For seven years while living with the Owens family, Said practiced Islam openly and dutifully.  He observed Ramadan and read the Koran in Arabic; friends of the Owens had provided a copy.  A spiritual man, Said listened curiously to the daily Bible readings of Jim Owen.  In time, “Uncle Moreau” (the name many whites later gave him) expressed more interest in Christianity and even asked for an Arabic translation of the Bible.  No doubt remembering his troubled past in America, Uncle Moreau often expressed his gratitude for the Owens’ paternalism: “O ye people of North Carolina, O ye people of South Carolina, O ye people of America all of you,” asked Said in his autobiography, “have you among you any two such men as Jim and John Owen?”  “These men are good men,” he continued.  “What food they eat they give me to eat.  As they clothe themselves they clothe me.”  Even Northern missionaries remarked that, for a slave, Said was fortunate; he knew that, too.  Such Christian paternalism certainly contributed to Said’s conversion.  Sometime during 1819-1822, he professed Christianity and joined the Presbyterian Church, where he was baptized and later missed few Sunday services.  Although he denounced the slave trade and considered God to be the only sovereign, Said is reported to have encouraged missionary efforts to Africa and believed that Providence had placed him in America.
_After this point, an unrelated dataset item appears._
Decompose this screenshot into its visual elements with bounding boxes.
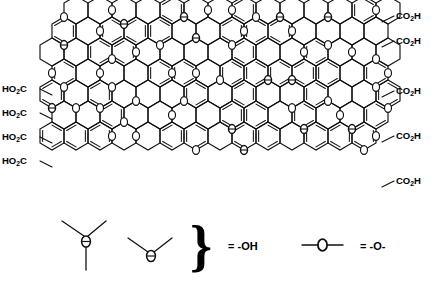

Thus, the evidence suggests that Said genuinely converted to Christianity and did not, as many modern scholars claim, “steadfastly hold on to Islam.”  Most scholars do not mention Northern missionary reports or explain Said’s written and spoken statements that reflect Christian doctrine and principles.  Those who do dismiss the missionary reports, written by four people over three decades, as uninformed claims and Said’s own statements as nothing more than an insincere outward conversion.  It is unlikely, however, that Uncle Moreau, a house slave, fooled the entire Owens family for more than 50 years.  And why would he want to?  As a slave of Jim Owen, he could openly read the Koran and pray to Allah; he worked sparingly; and his Arabic literacy had made him a local celebrity.  He had no practical reason to convert to placate Jim Owen.

In their evangelical fervor, certainly, Northern missionaries many times exaggerated the success of their outreach efforts and the need for them in the South.  A leader in the American Colonization Society, Ralph Randolph Gurley, in particular, seems to overstate Said’s religious enthusiasm.  Yet after dismissing evangelical hyperbole, a researcher can find the accounts reliable in many ways.  In fact, Said’s words, written in Arabic, reinforce much of what the whites described.  Said wrote,

They [the Owens family] permit me to read the gospel of God, our Lord, and Savior, and King; who regulates all our circumstances, our health and wealth, and who bestows his mercies willingly, not by constraint.  According to the power I open my heart, as to a great light, to receive the true way, the way of the Lord Jesus the Messiah.

Paraphrasing Scripture, he also stated, “The law was given by Moses but grace and truth were by the Jesus the Messiah.”

Current descriptions of Said’s literacy are also misleading and distorting.  Though a fascinating and, in many ways, accomplished figure, Said is being presented by scholar-activists, desperate to uncover an antebellum Islamic underground, as erudite.  A friend of mine, a scholar of Islam, who is almost fluent in Arabic, commented that Said’s Arabic passages contain elementary grammatical errors—real gaffes that someone fully literate is unlikely to make.  At the beginning of his narrative, Said even admitted, “I cannot write my life because I have forgotten much of my own language.”

Omar ibn Said is a very important historical figure—not because he brings to light a hidden yet substantial number of Muslims who have contributed greatly to this country, but because an honest study of his life reveals that many mold history into what they wish it had been and use that distorted past to forge America into what they hope it to be.